No, I’m not talking about this blog, which hasn’t been updated in a good long while, sad to say. Between travel and work and getting MJ-12: Endgame off the ground — plus preparing for the launch of MJ-12: Shadows in September — it’s been rather busy.
Plus, there have been distractions. I know I’m not the only writer grotesquely entranced by the insanity coming out of Washington, from TrumpCare to climate change denial to God-knows-what. But the train wreck that never ceases to amaze me is the utter lack of sensible communications from the White House.
In short — the font of self-inflicted damage is amazing. And so easily avoided, too.
I worked as a journalist for 15 years, and have been doing corporate communications/marketing for 10 years now. Getting one’s point across and avoiding foot-in-mouth syndrome, these are things I do. And the willful disregard of anything approaching sensible, normal communications from the Trump administration is just mind-boggling to me.
Granted, they set the tone on day one when the administration insisted that the audience for the inauguration was larger than that of Obama’s. This is a patently obvious lie, backed up by photos released by the National Park Service on Twitter — photos that the administration, in now-typical ham-fisted reaction, tried to memory-hole.
Then there’s the voter fraud panel, designed to ferret out all the alleged illegal voting in the presidential election that Trump won. Because he didn’t win bigly enough, apparently. His claim that he would’ve won had there been no illegal voting is mind-boggling, since that means three million votes cast in the election — all for Hillary Clinton, of course — were illegal and invalid.
Let’s math that up for a moment, kind of like I did with the whole paid protester bit. There were more than 136.6 million votes cast for president in the United States. Thus, Trump claims that 2% of the vote was illegal — or, roughly, one in every fifty votes was fraudulent. Surely, of course, election monitors in the various states would’ve caught some of these attempts, right?
So let’s math that up, too. Let’s say that illegal voters are super secret awesome at casting illegal votes for Clinton (which they all would have to do to support Trump’s claim). But since there’s systems in place and enforcement, let’s also assume that at least 1% of those trying to vote illegally were caught red-handed. The result? There should have been 30,000 illegal voters caught on Election Day. That’s a lot of arrests. That’s huge news.
So, how many people were nabbed for voter fraud? Four. It’s these easily avoidable, utterly inane controversies, created by the egotistical asshat currently in the Oval Office, that has every communications professional in the U.S. laughing (or crying).

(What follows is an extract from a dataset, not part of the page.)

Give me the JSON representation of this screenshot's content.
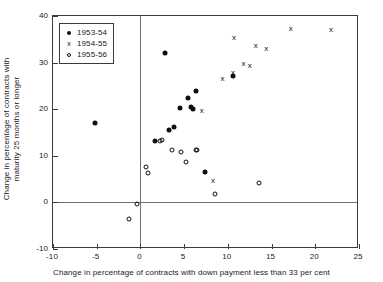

Another example: Donald Trump Jr. denies meeting with Russians. Then he says, yeah, we met to talk about adoptions. A day later, he said, OK, someone may have mentioned dirt on Hillary Clinton, but mostly we talked adoptions. And one day after that, Junior releases an email chain in which an intermediary promises dirt on Hillary, with the explicit in-writing admission that said dirt is part of the Russian government’s support of Trump’s campaign. And he says, dude, let’s meet.
And Junior says? “I love it.” In writing. In an email chain he released himself on Twitter.
Yet the president has the gall and audacity to complain that the media is obsessed with Russia and not focusing on his achievements. (One could ask what those achievements are, but it’s a short list, and most of it has to do with curtailing individual rights and liberties and polluting the environment, so yay.)
There are, of course, remedies for this pattern of incompetent communications. Any professional worth their salt could come in and set the ship straight, and maybe even salvage the presidency. I could think of a half-dozen things they could implement today. But A) I’m disinclined to actually help this thuggish lout of a president; B) I’m just a guy with a blog; and C) even if I were the best PR guy in the world, they wouldn’t listen to me anyway.
Which is fine. Keep talking. Keep tweeting. Keep changing the story. Every mischaracterization, omission and outright lie is another brick in the wall. The one thing that we can all count on is that the truth will out. Trump should know that — there’s an inscription to that effect on the facade of CIA headquarters, where he went the day after his inauguration (and complained about crowd size and media treatment).
The quote: “And ye shall know the truth, and the truth shall make you free.” John 8:32.